If your child is not reading “on schedule”, think about this poem by Billy Collins.

First Reader

I can see them standing politely on the wide pages

that I was still learning to turn

Jane in a blue jumper, Dick with his crayon brown hair,

playing with a ball or exploring the cosmos

of the backyard, unaware they are the first characters,

the boy and the girl who begin fiction.

Beyond the simple illustration of their neighborhood

the other protagonists were waiting in a huddle:

frightening Heathcliff, frightened Pip, Nick Adams

carrying a fishing rod, Emma Bovary riding into Rouen.

But I would read about the perfect boy and his sister

even before I would read about Adam and Eve, garden and gate,

and before I heard the name Gutenberg, the type

of their simple talk was moving into my focusing eyes.

It was always Saturday and he and she

were always pointing at something and shouting “Look!”

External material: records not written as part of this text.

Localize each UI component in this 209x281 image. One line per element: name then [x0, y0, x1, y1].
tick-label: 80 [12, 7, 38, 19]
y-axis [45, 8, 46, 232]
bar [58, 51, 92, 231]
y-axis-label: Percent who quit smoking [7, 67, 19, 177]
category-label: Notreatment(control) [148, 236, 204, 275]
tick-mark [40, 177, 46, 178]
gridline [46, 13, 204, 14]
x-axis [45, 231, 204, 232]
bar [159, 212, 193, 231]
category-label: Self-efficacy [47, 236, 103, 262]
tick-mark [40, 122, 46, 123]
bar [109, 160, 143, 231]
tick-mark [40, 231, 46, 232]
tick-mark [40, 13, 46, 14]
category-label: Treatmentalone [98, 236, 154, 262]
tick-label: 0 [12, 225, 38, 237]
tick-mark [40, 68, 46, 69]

pointing at the dog, the bicycle, or at their father

as he pushed a hand mower over the lawn,

waving at aproned Mother framed in the kitchen doorway,

pointing toward the sky, pointing at each other.

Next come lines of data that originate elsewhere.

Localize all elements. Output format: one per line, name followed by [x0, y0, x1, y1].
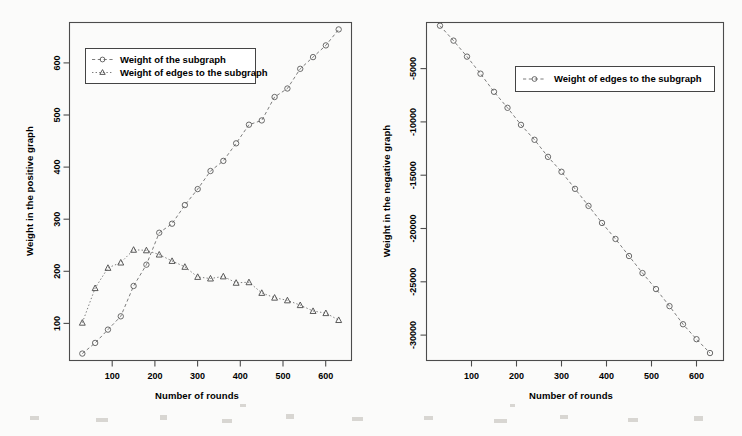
x-tick-label: 200 — [147, 371, 162, 381]
chart-positive-graph: 100 200 300 400 500 600 100 200 300 40 — [0, 0, 371, 436]
y-tick-label: 400 — [52, 160, 62, 175]
legend-label: Weight of the subgraph — [120, 54, 226, 65]
open-circle-marker — [182, 202, 187, 207]
x-axis-ticks-left — [112, 361, 326, 367]
y-axis-tick-labels-left: 100 200 300 400 500 600 — [52, 55, 62, 331]
open-triangle-marker — [195, 274, 201, 280]
open-circle-marker — [653, 286, 658, 291]
y-tick-label: 300 — [52, 212, 62, 227]
open-triangle-marker — [220, 273, 226, 279]
open-circle-marker — [559, 169, 564, 174]
legend-left[interactable]: Weight of the subgraph Weight of edges t… — [86, 49, 268, 84]
x-axis-tick-labels-left: 100 200 300 400 500 600 — [105, 371, 334, 381]
x-tick-label: 500 — [644, 371, 659, 381]
y-tick-label: -20000 — [408, 214, 418, 242]
open-triangle-marker — [182, 264, 188, 270]
y-axis-title: Weight in the negative graph — [381, 125, 392, 258]
y-axis-ticks-right — [421, 69, 427, 336]
x-tick-label: 100 — [464, 371, 479, 381]
plot-area-positive: 100 200 300 400 500 600 100 200 300 40 — [0, 0, 371, 436]
x-axis-ticks-right — [472, 361, 697, 367]
x-axis-tick-labels-right: 100 200 300 400 500 600 — [464, 371, 704, 381]
open-triangle-marker — [105, 265, 111, 271]
open-circle-marker — [491, 89, 496, 94]
open-circle-marker — [478, 71, 483, 76]
y-tick-label: -25000 — [408, 268, 418, 296]
figure-page: 100 200 300 400 500 600 100 200 300 40 — [0, 0, 742, 436]
x-tick-label: 600 — [318, 371, 333, 381]
y-tick-label: -30000 — [408, 321, 418, 349]
x-axis-title: Number of rounds — [529, 390, 613, 401]
y-tick-label: 200 — [52, 264, 62, 279]
legend-label: Weight of edges to the subgraph — [554, 73, 702, 84]
y-tick-label: -5000 — [408, 57, 418, 80]
open-circle-marker — [221, 158, 226, 163]
series-line — [82, 250, 338, 323]
open-circle-marker — [246, 122, 251, 127]
open-circle-marker — [694, 336, 699, 341]
y-tick-label: 600 — [52, 55, 62, 70]
chart-negative-graph: -5000 -10000 -15000 -20000 -25000 -30000… — [371, 0, 742, 436]
y-axis-ticks-left — [64, 63, 70, 324]
y-tick-label: -15000 — [408, 161, 418, 189]
x-tick-label: 100 — [105, 371, 120, 381]
x-tick-label: 500 — [275, 371, 290, 381]
y-tick-label: -10000 — [408, 108, 418, 136]
open-triangle-marker — [118, 259, 124, 265]
y-axis-tick-labels-right: -5000 -10000 -15000 -20000 -25000 -30000 — [408, 57, 418, 349]
open-circle-marker — [259, 118, 264, 123]
y-axis-title: Weight in the positive graph — [24, 126, 35, 256]
x-tick-label: 300 — [190, 371, 205, 381]
open-circle-marker — [613, 236, 618, 241]
legend-label: Weight of edges to the subgraph — [120, 67, 268, 78]
y-tick-label: 100 — [52, 316, 62, 331]
legend-right[interactable]: Weight of edges to the subgraph — [516, 67, 715, 92]
open-circle-marker — [233, 141, 238, 146]
x-tick-label: 400 — [233, 371, 248, 381]
x-tick-label: 400 — [599, 371, 614, 381]
open-circle-marker — [92, 340, 97, 345]
plot-area-negative: -5000 -10000 -15000 -20000 -25000 -30000… — [371, 0, 742, 436]
y-tick-label: 500 — [52, 107, 62, 122]
x-tick-label: 300 — [554, 371, 569, 381]
open-triangle-marker — [336, 317, 342, 323]
x-tick-label: 600 — [689, 371, 704, 381]
open-circle-marker — [336, 27, 341, 32]
open-circle-marker — [169, 221, 174, 226]
x-axis-title: Number of rounds — [155, 390, 239, 401]
x-tick-label: 200 — [509, 371, 524, 381]
open-circle-marker — [532, 137, 537, 142]
open-circle-marker — [131, 283, 136, 288]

They wanted us to look but we had looked already

and seen the shaded lawn, the wagon, the postman.

We had seen the dog, walked, watered and fed the animal,

and now it was time to discover the infinite, clicking

permutations of the alphabet’s small and capital letters.

Alphabetical ourselves in the rows of classroom desks,

we were forgetting how to look, learning how to read.